Velvets archive now underground at Cornell Library

Velvet dinner performance
Adam Ritchie/Provided
Photo of the Velvet Underground’s performance at the New York Society for Clinical Psychiatry’s annual dinner in New York City in January 1966.
Reed performing
Paul Morrissey
Lou Reed performing at the Cafe Bizarre in Greenwich Village in 1965.
vinyl cover
Provided
The 7-inch vinyl single of the Velvet Underground's Sweet Jane/Rock and Roll.
Velvet Underground band shot
Provided
The Velvet Underground, from left, Sterling Morrison, Nico, Maureen Tucker, John Cale and Lou Reed.

At a formal dinner for the New York Society for Clinical Psychiatry almost 50 years ago, black-tie clad psychiatrists were astonished by a musical act called The Velvet Underground and their brand-new singer, Nico.

Today, rare photographs of this event – along with a treasure trove of one-of-a-kind Velvet Underground posters and fliers, unreleased recordings, handwritten lyrics, news clippings and more – have landed in a Cornell University Library vault three stories below the Arts Quad, where researchers can study the band’s outsized impact, from 1960s and 1970s counterculture to today’s mainstream.

Twenty-five boxes of Velvet Underground material recently were donated to the library’s Division of Rare and Manuscript Collections by collector and author Johan Kugelberg. It is the largest archive of Velvet Underground material held by an institution, according to the library’s rare and manuscript curator, Katherine Reagan.

“With this collection, we can see how they were being marketed, categorized, packaged, consumed. We can see how the perception of counterculture changed over time, and how the Velvets came to be seen as one of the most influential rock bands of their era,” Reagan said. “The narratives supported by this kind of material are increasingly important in academic discourse – faculty across multiple disciplines are interested in these important, countercultural, music-based collections.”

The Velvet Underground’s early roots were in central New York. Lou Reed and guitarist Sterling Morrison attended Syracuse University, where they were introduced by drummer (and Ithaca College student) Maureen Tucker’s brother. The band later formed in New York City, with John Cale on viola, keyboards and bass. Andy Warhol became their manager in 1965, adding the German singer Nico and launching them on a multimedia roadshow, the Exploding Plastic Inevitable.

The Velvet Underground never achieved major commercial success in its lifetime as a band, but its experimental sound and iconic songs such as “Sweet Jane,” “All Tomorrow’s Parties” and the seven-minute “Heroin” have drawn a fervent cult following for five decades.

Highlights from the collection include an oversized poster promoting the Velvet Underground’s first album, believed to be the only surviving copy; notes from Lou Reed, who died in 2013; a handwritten set list for a performance at Poor Richard’s in Chicago; foreign and domestic bootleg recordings; and images of performances taken by prominent contemporary photographers.

“This collection includes things that are unique, and expensive, and scarce,” Reagan said. “Collectors do all this work of gathering materials together into a meaningful whole, so scholars will have the ability to examine the evidence and make their own assessments.”

The band’s involvement with various genres and movements give it broad appeal to researchers at Cornell and elsewhere.

“The wealth of diverse materials – including books, original photographs, set lists, posters, press releases, early magazines, tapes and ephemera – invites an interdisciplinary approach and will draw scholars working at the intersection of pop music, pop art, gender and sexuality studies, sound and media studies, and performance art,” said Judith Peraino, professor of musicology in the College of Arts and Sciences, one of three Cornell professors who previewed the collection the day after it arrived.

“Besides being (and remaining) one of the most influential rock bands of all time, the Velvet Underground is of real interest for the unusual extent of their connections to other important movements and scenes,” said Jeremy Braddock, associate professor of English, who also looked through the archive in late September. “Prior to coming to New York, John Cale was associated with the avant-garde Fluxus group, and later with the composer Aaron Copeland; in its early years the Velvet Underground famously collaborated with Andy Warhol and the Factory.”

The collection, currently still in boxes, will be cataloged and described in the months ahead, and soon will become freely accessible to researchers and the public, Reagan said.

Kugelberg said he hopes the Velvets collection will be used similarly to the Cornell Hip Hop Collection, which is accessible to everyone from high school students to professors.

“Now people can study rock and roll, fine art, pop art, design and fashion at a point in time when the playing field was completely open. It’s important to me how the very complicated cultural narrative of the postwar 20th century is communicated through library holdings,” he said. “For the Velvets archive to land at Cornell is perfect.”

Melanie Lefkowitz is a staff writer and editor at Cornell University Library.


§ Your objective:
Could you copy every entry exactly, dropping the pictures?

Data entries

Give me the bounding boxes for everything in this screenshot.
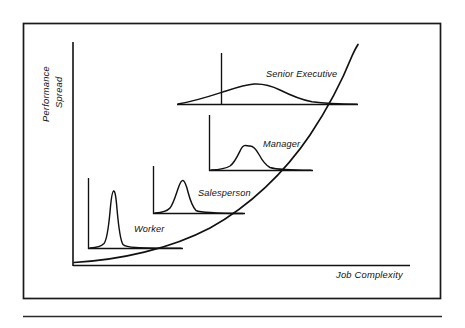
inset-manager: Manager: [209, 115, 313, 171]
x-axis-label: Job Complexity: [335, 269, 404, 280]
figure-container: Performance Spread Job Complexity Senior…: [0, 0, 465, 328]
worker-distribution-curve: [90, 191, 181, 248]
inset-senior-executive: Senior Executive: [177, 53, 358, 105]
salesperson-label: Salesperson: [198, 188, 251, 198]
y-axis-label-line2: Spread: [53, 76, 64, 108]
senior-executive-label: Senior Executive: [266, 69, 337, 79]
manager-distribution-curve: [211, 145, 311, 170]
worker-label: Worker: [134, 224, 165, 234]
figure-frame: [24, 24, 441, 299]
performance-spread-diagram: Performance Spread Job Complexity Senior…: [0, 0, 465, 328]
inset-salesperson: Salesperson: [153, 166, 251, 214]
manager-label: Manager: [263, 139, 301, 149]
main-axes: [73, 42, 410, 266]
y-axis-label-line1: Performance: [40, 66, 51, 122]
y-axis-label-group: Performance Spread: [40, 66, 64, 122]
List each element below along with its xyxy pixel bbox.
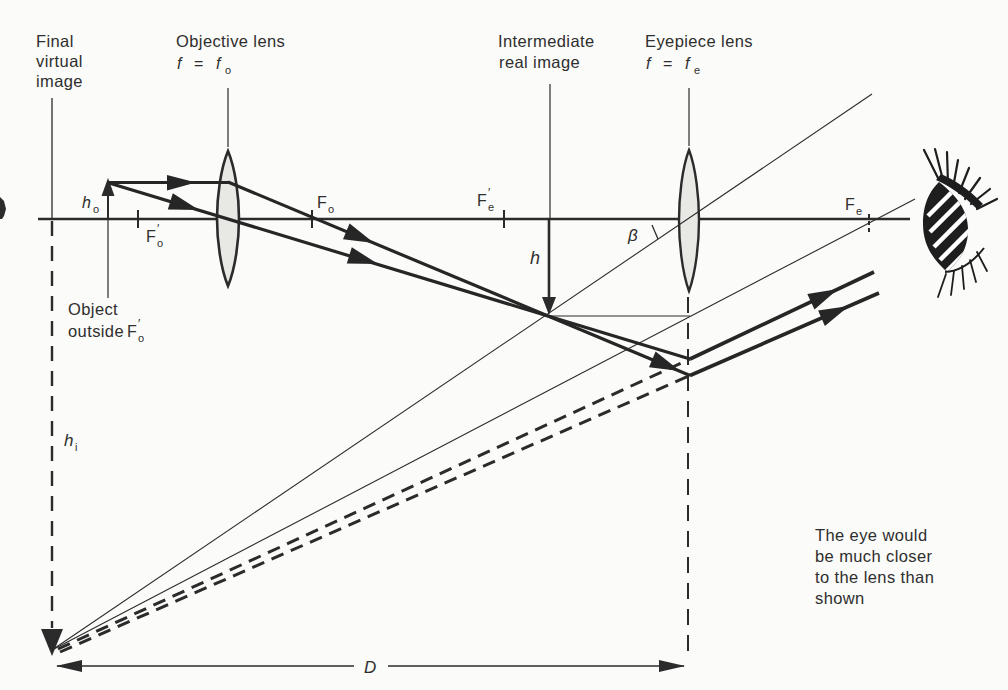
final-image-label: image [36, 72, 83, 90]
h-o-symbol: h [82, 194, 91, 211]
ray-central-to-eyepiece [548, 316, 690, 359]
beta-angle-tick [652, 225, 658, 239]
eye-note: The eye would [815, 526, 928, 544]
final-image-label: virtual [36, 52, 83, 70]
ray-arrowhead [818, 306, 849, 326]
h-i-subscript: i [75, 441, 77, 453]
final-image-arrowhead [41, 629, 63, 656]
ray-arrowhead [343, 224, 374, 244]
D-arrowhead-right [659, 660, 685, 672]
page-edge-mark [0, 197, 6, 219]
eyepiece-focal-label: = [663, 55, 672, 72]
ray-arrowhead [347, 247, 378, 264]
eyepiece-focal-subscript: e [694, 64, 700, 76]
F-e-subscript: e [856, 205, 862, 217]
F-o-prime-subscript: o [157, 237, 163, 249]
F-o-subscript: o [328, 203, 334, 215]
intermediate-image-label: Intermediate [498, 32, 595, 50]
beta-symbol: β [627, 226, 638, 245]
eyepiece-lens [679, 150, 699, 291]
virtual-ray-extension-upper [58, 359, 690, 649]
eye-note: to the lens than [815, 568, 934, 586]
eyepiece-focal-label: f [646, 55, 652, 72]
objective-lens-label: Objective lens [176, 32, 285, 50]
ray-parallel-emergent [690, 293, 879, 376]
F-e-symbol: F [845, 196, 855, 213]
object-label-F-prime: ′ [138, 317, 141, 331]
object-label-F: F [127, 323, 137, 340]
object-label: Object [68, 300, 118, 318]
h-arrowhead [542, 297, 556, 315]
object-label-F-subscript: o [138, 332, 144, 344]
h-i-symbol: h [64, 431, 73, 450]
object-label: outside [68, 322, 124, 340]
ray-arrowhead [807, 289, 838, 310]
microscope-ray-diagram: Final virtual image Objective lens f = f… [0, 0, 1008, 690]
F-e-prime-prime: ′ [488, 186, 491, 200]
eye-note: be much closer [815, 547, 933, 565]
focal-ray-construction-line [52, 199, 915, 650]
objective-focal-subscript: o [225, 64, 231, 76]
objective-focal-label: = [194, 55, 203, 72]
eyepiece-lens-label: Eyepiece lens [645, 32, 753, 50]
F-o-prime-symbol: F [146, 228, 156, 245]
D-symbol: D [364, 658, 376, 677]
h-o-subscript: o [93, 203, 99, 215]
F-e-prime-subscript: e [488, 201, 494, 213]
virtual-ray-extension-lower [60, 376, 690, 653]
ray-central-emergent [690, 272, 874, 359]
eye-note: shown [815, 589, 865, 607]
objective-focal-label: f [177, 55, 183, 72]
F-o-symbol: F [317, 194, 327, 211]
objective-focal-label: f [216, 55, 222, 72]
F-o-prime-prime: ′ [157, 222, 160, 236]
intermediate-image-label: real image [499, 53, 580, 71]
object-arrowhead [102, 178, 115, 196]
h-symbol: h [530, 248, 540, 268]
D-arrowhead-left [56, 660, 82, 672]
eyepiece-focal-label: f [685, 55, 691, 72]
ray-parallel-refracted [228, 182, 548, 316]
ray-arrowhead [168, 193, 199, 210]
eye-illustration [923, 149, 997, 297]
final-image-label: Final [36, 32, 74, 50]
F-e-prime-symbol: F [477, 192, 487, 209]
ray-arrowhead [167, 175, 196, 191]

§ Solved exercise:
Give me the bounding boxes for everything in this screenshot.
inset-manager: Manager: [209, 115, 313, 171]
x-axis-label: Job Complexity: [335, 269, 404, 280]
figure-container: Performance Spread Job Complexity Senior…: [0, 0, 465, 328]
worker-distribution-curve: [90, 191, 181, 248]
inset-senior-executive: Senior Executive: [177, 53, 358, 105]
salesperson-label: Salesperson: [198, 188, 251, 198]
y-axis-label-line2: Spread: [53, 76, 64, 108]
senior-executive-label: Senior Executive: [266, 69, 337, 79]
manager-distribution-curve: [211, 145, 311, 170]
worker-label: Worker: [134, 224, 165, 234]
figure-frame: [24, 24, 441, 299]
performance-spread-diagram: Performance Spread Job Complexity Senior…: [0, 0, 465, 328]
inset-salesperson: Salesperson: [153, 166, 251, 214]
manager-label: Manager: [263, 139, 301, 149]
main-axes: [73, 42, 410, 266]
y-axis-label-line1: Performance: [40, 66, 51, 122]
y-axis-label-group: Performance Spread: [40, 66, 64, 122]
List each element below along with its xyxy pixel bbox.
final-image-label: image [36, 72, 83, 90]
h-o-symbol: h [82, 194, 91, 211]
ray-central-to-eyepiece [548, 316, 690, 359]
beta-angle-tick [652, 225, 658, 239]
eye-note: The eye would [815, 526, 928, 544]
final-image-label: virtual [36, 52, 83, 70]
ray-arrowhead [818, 306, 849, 326]
h-i-subscript: i [75, 441, 77, 453]
final-image-arrowhead [41, 629, 63, 656]
ray-arrowhead [343, 224, 374, 244]
D-arrowhead-right [659, 660, 685, 672]
page-edge-mark [0, 197, 6, 219]
eyepiece-focal-label: = [663, 55, 672, 72]
ray-arrowhead [347, 247, 378, 264]
eyepiece-focal-subscript: e [694, 64, 700, 76]
F-e-subscript: e [856, 205, 862, 217]
F-o-prime-subscript: o [157, 237, 163, 249]
F-o-subscript: o [328, 203, 334, 215]
intermediate-image-label: Intermediate [498, 32, 595, 50]
beta-symbol: β [627, 226, 638, 245]
eyepiece-lens [679, 150, 699, 291]
virtual-ray-extension-upper [58, 359, 690, 649]
eye-note: to the lens than [815, 568, 934, 586]
eyepiece-focal-label: f [646, 55, 652, 72]
objective-lens-label: Objective lens [176, 32, 285, 50]
ray-parallel-emergent [690, 293, 879, 376]
F-e-symbol: F [845, 196, 855, 213]
object-label-F-prime: ′ [138, 317, 141, 331]
object-label-F: F [127, 323, 137, 340]
object-label: Object [68, 300, 118, 318]
h-arrowhead [542, 297, 556, 315]
object-label-F-subscript: o [138, 332, 144, 344]
h-i-symbol: h [64, 431, 73, 450]
object-label: outside [68, 322, 124, 340]
ray-arrowhead [807, 289, 838, 310]
microscope-ray-diagram: Final virtual image Objective lens f = f… [0, 0, 1008, 690]
F-e-prime-prime: ′ [488, 186, 491, 200]
eye-note: be much closer [815, 547, 933, 565]
focal-ray-construction-line [52, 199, 915, 650]
objective-focal-subscript: o [225, 64, 231, 76]
objective-focal-label: = [194, 55, 203, 72]
eyepiece-lens-label: Eyepiece lens [645, 32, 753, 50]
F-o-prime-symbol: F [146, 228, 156, 245]
D-symbol: D [364, 658, 376, 677]
h-o-subscript: o [93, 203, 99, 215]
F-e-prime-subscript: e [488, 201, 494, 213]
virtual-ray-extension-lower [60, 376, 690, 653]
ray-central-emergent [690, 272, 874, 359]
eye-note: shown [815, 589, 865, 607]
objective-focal-label: f [177, 55, 183, 72]
F-o-symbol: F [317, 194, 327, 211]
objective-focal-label: f [216, 55, 222, 72]
F-o-prime-prime: ′ [157, 222, 160, 236]
intermediate-image-label: real image [499, 53, 580, 71]
object-arrowhead [102, 178, 115, 196]
h-symbol: h [530, 248, 540, 268]
D-arrowhead-left [56, 660, 82, 672]
eyepiece-focal-label: f [685, 55, 691, 72]
ray-parallel-refracted [228, 182, 548, 316]
ray-arrowhead [168, 193, 199, 210]
eye-illustration [923, 149, 997, 297]
final-image-label: Final [36, 32, 74, 50]
F-e-prime-symbol: F [477, 192, 487, 209]
ray-arrowhead [167, 175, 196, 191]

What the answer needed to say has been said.